Try something similar…Tightrope by Simon Mawer (click here to read my review)


John LawtonAbout the Author

John Lawton is a producer/director in television who has spent much of his time interpreting the USA to the English, and occasionally vice versa. He has worked with Gore Vidal, Neil Simon, Scott Turow, Noam Chomsky, Fay Weldon, Harold Pinter and Kathy Acker. He thinks he may well be the only TV director ever to be named in a Parliamentary Bill in the British House of Lords as an offender against taste and balance. He has also been denounced from the pulpit in Mississippi as a `Communist,’ but thinks that less remarkable.
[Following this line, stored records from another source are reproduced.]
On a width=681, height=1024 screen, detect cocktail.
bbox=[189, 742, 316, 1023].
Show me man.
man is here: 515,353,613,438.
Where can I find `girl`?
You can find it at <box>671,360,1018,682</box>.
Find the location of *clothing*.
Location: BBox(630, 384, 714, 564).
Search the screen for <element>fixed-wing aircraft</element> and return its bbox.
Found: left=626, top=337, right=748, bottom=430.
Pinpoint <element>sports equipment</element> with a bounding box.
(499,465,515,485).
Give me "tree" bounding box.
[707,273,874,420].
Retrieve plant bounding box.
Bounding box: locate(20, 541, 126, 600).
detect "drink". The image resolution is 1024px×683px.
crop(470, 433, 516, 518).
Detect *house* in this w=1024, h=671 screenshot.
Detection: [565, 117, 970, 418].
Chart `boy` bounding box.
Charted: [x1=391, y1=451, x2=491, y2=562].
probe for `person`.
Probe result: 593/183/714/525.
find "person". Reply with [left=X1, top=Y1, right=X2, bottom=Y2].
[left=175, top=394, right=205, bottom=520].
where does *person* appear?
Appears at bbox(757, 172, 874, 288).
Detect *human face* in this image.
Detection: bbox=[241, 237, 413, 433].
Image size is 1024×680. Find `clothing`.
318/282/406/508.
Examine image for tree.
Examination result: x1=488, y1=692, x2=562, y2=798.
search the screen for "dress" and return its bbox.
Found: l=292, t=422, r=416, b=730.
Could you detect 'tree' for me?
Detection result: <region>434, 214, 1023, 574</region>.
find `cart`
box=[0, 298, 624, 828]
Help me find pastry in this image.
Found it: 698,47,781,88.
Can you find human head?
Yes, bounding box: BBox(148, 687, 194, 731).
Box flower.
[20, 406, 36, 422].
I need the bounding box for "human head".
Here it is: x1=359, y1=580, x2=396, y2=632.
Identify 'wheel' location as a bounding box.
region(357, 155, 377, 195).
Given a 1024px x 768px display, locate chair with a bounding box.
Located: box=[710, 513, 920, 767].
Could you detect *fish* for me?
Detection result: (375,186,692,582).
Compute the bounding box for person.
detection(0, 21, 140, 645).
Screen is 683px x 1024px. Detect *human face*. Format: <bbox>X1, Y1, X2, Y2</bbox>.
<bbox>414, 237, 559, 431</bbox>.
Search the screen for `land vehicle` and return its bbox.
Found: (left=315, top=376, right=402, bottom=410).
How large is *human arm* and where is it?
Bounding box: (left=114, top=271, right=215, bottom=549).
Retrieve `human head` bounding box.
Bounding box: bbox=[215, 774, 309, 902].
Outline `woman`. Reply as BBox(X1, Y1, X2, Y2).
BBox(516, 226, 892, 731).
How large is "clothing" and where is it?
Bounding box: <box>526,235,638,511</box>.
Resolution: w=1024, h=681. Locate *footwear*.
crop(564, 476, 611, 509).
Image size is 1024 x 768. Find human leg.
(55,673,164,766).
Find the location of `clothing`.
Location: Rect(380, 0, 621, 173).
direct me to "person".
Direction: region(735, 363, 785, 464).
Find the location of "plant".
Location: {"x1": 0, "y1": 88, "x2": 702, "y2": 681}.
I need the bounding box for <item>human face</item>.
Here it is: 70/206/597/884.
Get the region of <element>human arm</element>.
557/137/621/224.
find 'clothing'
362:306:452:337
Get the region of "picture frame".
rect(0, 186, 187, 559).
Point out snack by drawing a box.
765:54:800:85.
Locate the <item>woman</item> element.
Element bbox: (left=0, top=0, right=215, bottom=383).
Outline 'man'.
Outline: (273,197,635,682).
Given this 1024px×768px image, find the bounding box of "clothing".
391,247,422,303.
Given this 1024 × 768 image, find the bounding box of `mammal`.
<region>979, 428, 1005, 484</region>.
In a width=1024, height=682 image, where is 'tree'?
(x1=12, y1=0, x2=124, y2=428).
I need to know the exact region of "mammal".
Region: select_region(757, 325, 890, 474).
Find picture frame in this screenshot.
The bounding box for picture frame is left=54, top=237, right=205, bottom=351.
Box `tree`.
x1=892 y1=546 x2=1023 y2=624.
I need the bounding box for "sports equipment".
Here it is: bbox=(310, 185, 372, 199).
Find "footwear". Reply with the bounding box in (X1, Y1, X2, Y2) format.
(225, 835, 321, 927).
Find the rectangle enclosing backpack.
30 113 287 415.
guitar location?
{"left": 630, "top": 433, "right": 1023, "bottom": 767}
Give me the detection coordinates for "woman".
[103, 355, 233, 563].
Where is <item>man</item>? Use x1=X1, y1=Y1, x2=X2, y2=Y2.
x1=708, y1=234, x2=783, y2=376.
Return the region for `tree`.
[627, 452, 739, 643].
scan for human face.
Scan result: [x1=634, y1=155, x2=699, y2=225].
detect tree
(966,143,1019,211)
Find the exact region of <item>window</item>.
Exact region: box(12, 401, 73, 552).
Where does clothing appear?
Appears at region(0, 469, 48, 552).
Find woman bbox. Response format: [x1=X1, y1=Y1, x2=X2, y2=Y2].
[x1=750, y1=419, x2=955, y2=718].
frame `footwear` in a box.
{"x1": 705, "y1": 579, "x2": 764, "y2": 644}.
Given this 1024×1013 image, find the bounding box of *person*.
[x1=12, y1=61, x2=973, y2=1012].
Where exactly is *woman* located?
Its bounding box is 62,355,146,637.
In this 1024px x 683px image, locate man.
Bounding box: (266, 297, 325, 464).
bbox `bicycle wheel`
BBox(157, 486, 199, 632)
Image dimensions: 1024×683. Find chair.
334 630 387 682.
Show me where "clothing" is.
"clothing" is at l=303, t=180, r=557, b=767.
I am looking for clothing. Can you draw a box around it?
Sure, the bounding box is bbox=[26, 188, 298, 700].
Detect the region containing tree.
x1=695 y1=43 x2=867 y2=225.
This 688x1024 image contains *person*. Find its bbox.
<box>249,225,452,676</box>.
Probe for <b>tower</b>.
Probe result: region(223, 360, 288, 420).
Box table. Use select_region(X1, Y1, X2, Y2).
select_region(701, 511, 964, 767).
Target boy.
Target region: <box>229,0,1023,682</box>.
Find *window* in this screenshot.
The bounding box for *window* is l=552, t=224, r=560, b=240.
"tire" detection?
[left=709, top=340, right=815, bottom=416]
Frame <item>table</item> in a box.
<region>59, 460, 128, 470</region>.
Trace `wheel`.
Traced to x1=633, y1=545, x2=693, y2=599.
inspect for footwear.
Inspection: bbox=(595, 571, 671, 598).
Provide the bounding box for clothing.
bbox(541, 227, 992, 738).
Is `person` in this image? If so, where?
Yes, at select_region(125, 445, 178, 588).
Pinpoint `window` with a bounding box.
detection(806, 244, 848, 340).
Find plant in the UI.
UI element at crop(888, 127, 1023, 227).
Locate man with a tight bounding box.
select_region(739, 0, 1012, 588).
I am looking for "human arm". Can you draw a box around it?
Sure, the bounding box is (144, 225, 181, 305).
He spent most of the 90s in New York – among other things attending the writers’ sessions at The Actors’ Studio under Norman Mailer – and has visited or worked in more than half the 50 states. Since 2000 he has lived in the high, wet hills of Derbyshire England, with frequent excursions into the high, dry hills of Arizona and Italy.

He is the author of 1963, a social and political history of the Kennedy-Macmillan years, eight thrillers in the Troy series and a stand-alone novel, Sweet Sunday.  In 1995 the first Troy novel, Black Out, won the WH Smith Fresh Talent Award. In 2006 Columbia Pictures bought the fourth Troy novel Riptide. In 2007 A Little White Death was a New York Times notable.

In 2008 he was one of only half a dozen living English writers to be named in the London Daily Telegraph‘s `50 Crime Writers to Read before You Die.’ He has also edited the poetry of DH Lawrence and the stories of Joseph Conrad. He is devoted to the work of Franz Schubert, Cormac McCarthy, Art Tatum and Barbara Gowdy.